Steven Hunley
08-24-2010, 02:03 AM
When he took off his cowboy shirt with the snaps they pulled lose of the rotten shirt leaving holes.
“It’s the climate,” he said, looking at his rotting tennies “It rots everything. It’s time I went down river to see Nigel."
Three real men were going downriver in a small canoe with an outboard motor. He waved them ashore and passed cigarettes around.
“Going downriver?”
It was only too obvious they were as their canoe was full of skins. They were hunters. Ancient Enfield jungle carbines were stacked in the narrow wood prow. Their vehicle had once been a single living thing… a tree…now it was dead and a good canoe. Natives know how to recycle and had probably used it for years. You see, it rains rough in the tropics, the trees learn to be tough and know how not to rot. A tall man sitting in prow smiled with irregular teeth stained with betelnut and offered him a ride as far as,
“Your cigarettes hold out.”
Michael himself pushed them off of the mud.
The river that day was flat. Yellow mud was on most of the banks, darker around the rocks. Lots of leaves and debris spotted the surface everywhere you looked. Tall green reeds with yellow corn-silk catails made rivulets of bubbles streamiong behind them downstream like silver shimering scimitars. The outboard carved the river behind, bending outward in a gigantic rabbit-ear TV antennae. It was cooler over the water as the wind blew back over your face. Six white herons searching for food to your right, squadrons of green turtles sunning themselves on grey rocks on your left. They felt just like he did…totally fine. Nobody had to paddle.

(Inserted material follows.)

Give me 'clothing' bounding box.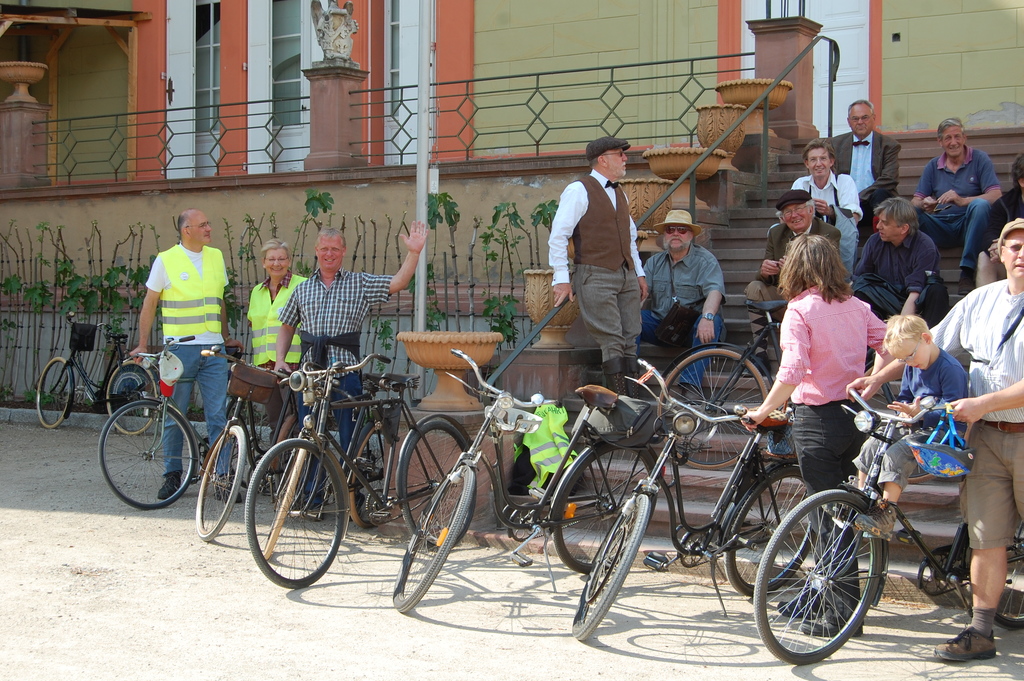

“It’s the climate,” he said, looking at his rotting tennies “It rots everything. It’s time I went down river to see Nigel."
Three real men were going downriver in a small canoe with an outboard motor. He waved them ashore and passed cigarettes around.
“Going downriver?”
It was only too obvious they were as their canoe was full of skins. They were hunters. Ancient Enfield jungle carbines were stacked in the narrow wood prow. Their vehicle had once been a single living thing… a tree…now it was dead and a good canoe. Natives know how to recycle and had probably used it for years. You see, it rains rough in the tropics, the trees learn to be tough and know how not to rot. A tall man sitting in prow smiled with irregular teeth stained with betelnut and offered him a ride as far as,
“Your cigarettes hold out.”
Michael himself pushed them off of the mud.
The river that day was flat. Yellow mud was on most of the banks, darker around the rocks. Lots of leaves and debris spotted the surface everywhere you looked. Tall green reeds with yellow corn-silk catails made rivulets of bubbles streamiong behind them downstream like silver shimering scimitars. The outboard carved the river behind, bending outward in a gigantic rabbit-ear TV antennae. It was cooler over the water as the wind blew back over your face. Six white herons searching for food to your right, squadrons of green turtles sunning themselves on grey rocks on your left. They felt just like he did…totally fine. Nobody had to paddle.